Hi, i am new to ue so i am a bit lost, someone say casting is bad, but i don’t know how to use interface to solve my problem. I have PlayerBp and Bp of an object, and i need to change 1 variable in ObjectBp from my PlayerBp, so how can i do it?
Casting is neither good or bad. Casting is casting. You do not have an issue with casting here, you have an issue with obtaining a reference to the actor.
You’d have the exact same issue if you used an interface.
How does the player interact with the anomaly?
• do we look at it?
• do we get close to it?
• do we click on on it?
• combination of the above?
• some other way…?
What is the scenario? What’s happening?
Actually, could you explain what to put in all of these situations?
Casting is still somewhat elusive for me. I always figure out what to put… but it never feels like I did the right things because I KNEW how to do it.
Yeah, i agree with Leomerya12, in my situation when i am interracting with anomaly it sets visibylity to another object.
Again. How are you doing it?
So i have event tick and id checks for my variable (you can see on skreenshot), this variable changes when i have certain item in inventory.
This does not help, sadly. Could you explain the scenario? I understand that we are not interacting with the BP you’re trying to cast to directly. Something else is the trigger, right? Half the issues with referencing stem from organisation and approaching things from the incorrect angle.
So i have event tick and id checks for my variable
This immediately sounds like a bad approach. Is there a reason why you’d want to query something every single frame of the game? This is also the reason why people complain about Tick
being slow - it’s often forced to run things it should not.
this variable changes when i have certain item in inventory.
This may be fine but why not do it just once?
To me it seems that picking up the item is the trigger - you should use this moment as a trigger. Player picks up the item → something happens. There is no need to check 60 times per second if the player has the item.
Without you explaining how it’s supposed to work, the only solution is to use Get Actor of Class
/ Tag
. But doing it would be the first step to bad code practice that will get you in trouble later on since you will always have issues with referencing, especially when there is more than 1 actor instance.
Perhaps you could simplify it for us:
- there is a
player
in the world - there is an
item
actor in the world - there is an
anomaly
actor in the world - player picks up the
item
andanomaly
reacts to it
How close am I? Is this all or is the interaction more complicated?
Casting is a test + conversion. Are you the data type I think you are? If you are or can be converted, let me treat you in some special way. Casting is often automated or hidden - especially in BPs.
This is also casting:
The top one makes sense, the bottom one will fail but it will gracefully return 0 rather than crash & burn.
- if you take a Pawn and cast it to Character - it will work because deep down every Character is a Pawn
- if you take a Chaos Wheeled Vehicle and cast it to a Camera Component - that would not make much sense.

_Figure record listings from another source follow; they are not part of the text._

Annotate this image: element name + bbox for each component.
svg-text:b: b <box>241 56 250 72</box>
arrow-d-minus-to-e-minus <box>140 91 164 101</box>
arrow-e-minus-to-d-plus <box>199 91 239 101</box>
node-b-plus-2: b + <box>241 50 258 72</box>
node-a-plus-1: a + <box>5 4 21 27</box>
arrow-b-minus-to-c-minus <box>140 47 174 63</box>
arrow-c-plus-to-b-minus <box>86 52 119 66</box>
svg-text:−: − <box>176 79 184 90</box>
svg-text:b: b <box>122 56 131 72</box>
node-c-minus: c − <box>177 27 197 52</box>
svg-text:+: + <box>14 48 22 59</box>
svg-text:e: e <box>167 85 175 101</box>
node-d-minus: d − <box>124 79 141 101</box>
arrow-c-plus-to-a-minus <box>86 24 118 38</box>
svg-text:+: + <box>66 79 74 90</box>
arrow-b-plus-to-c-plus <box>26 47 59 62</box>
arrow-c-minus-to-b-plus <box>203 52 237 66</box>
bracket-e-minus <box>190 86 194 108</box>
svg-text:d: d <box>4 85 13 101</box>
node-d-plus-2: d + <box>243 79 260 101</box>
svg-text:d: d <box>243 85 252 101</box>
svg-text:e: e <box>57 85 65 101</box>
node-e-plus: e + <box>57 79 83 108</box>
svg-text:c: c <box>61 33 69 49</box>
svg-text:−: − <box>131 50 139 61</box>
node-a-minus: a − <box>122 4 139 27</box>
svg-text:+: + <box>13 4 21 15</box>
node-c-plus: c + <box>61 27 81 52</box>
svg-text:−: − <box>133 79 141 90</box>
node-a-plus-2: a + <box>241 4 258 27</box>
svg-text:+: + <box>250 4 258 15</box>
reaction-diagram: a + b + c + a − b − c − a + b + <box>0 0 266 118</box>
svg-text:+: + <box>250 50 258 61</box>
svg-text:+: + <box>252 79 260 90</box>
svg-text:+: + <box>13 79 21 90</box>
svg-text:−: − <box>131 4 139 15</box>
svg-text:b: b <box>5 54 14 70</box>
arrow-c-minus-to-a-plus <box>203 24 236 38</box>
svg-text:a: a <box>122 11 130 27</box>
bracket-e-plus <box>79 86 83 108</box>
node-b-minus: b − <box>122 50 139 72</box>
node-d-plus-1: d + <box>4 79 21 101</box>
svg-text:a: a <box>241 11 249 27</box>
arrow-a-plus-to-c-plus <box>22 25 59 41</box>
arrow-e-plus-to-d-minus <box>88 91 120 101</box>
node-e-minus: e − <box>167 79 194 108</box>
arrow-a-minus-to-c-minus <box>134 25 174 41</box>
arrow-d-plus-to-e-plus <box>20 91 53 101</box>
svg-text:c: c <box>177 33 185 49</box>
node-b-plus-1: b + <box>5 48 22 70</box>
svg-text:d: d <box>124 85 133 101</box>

But, as mentioned above, people think they have an issue with actor Casting but, in reality, they have an issue with obtaining a reference!
Once you have your Object / Actor:
The casting part itself is trivial - it’s already done correctly above - it’s just a node to convert one thing into another. The actual question is: where the heck is the object, where is the thing we want to convert?
Where is the string so I convert it to an integer?
It’s all about finding the reference first. Actors do not know other actors exist, and rightly so! That’d would be pure chaos.
do we look at it?
- Line Trace → Get Hit Results → Actor ref → Cast / Interface
do we get close to it?
- Begin Overlap → Other Actor ref → Cast / Interface
do we click on on it?
- Get Hit Under Cursor (player controller) → Get Hit Results → Actor ref → Cast / Interface
or
- deproject mouse to world → Line Trace → Get Hit Results → Actor ref → Cast / Interface
or
- override
onClicked
in the clickable actor
Also casting is not slow. Interface is slower. Interface also casts but it hides it from you. Using it all the wrong way will be slow. Don’t put stuff on Tick that does not belong there.
This is too cryptic. Here’s a whimsical scenario:
- this is the tape, It can point to any instance of an anomaly:
- the orange thing is the AnomalyBlob that is ruining my boxes:
- the tape knows which anomaly we need to fix:
Practice with this kind of communication / interaction - it is crucial to get it right early on so.
Thank you so much, you are a legend!
I’m not kissing your rear: that is the CLEAREST someone has explained casting to me.
Thank you!
It’s not completely demystified, but I definitely feel like I can approach it more confidently now. I’ll get used to it in time.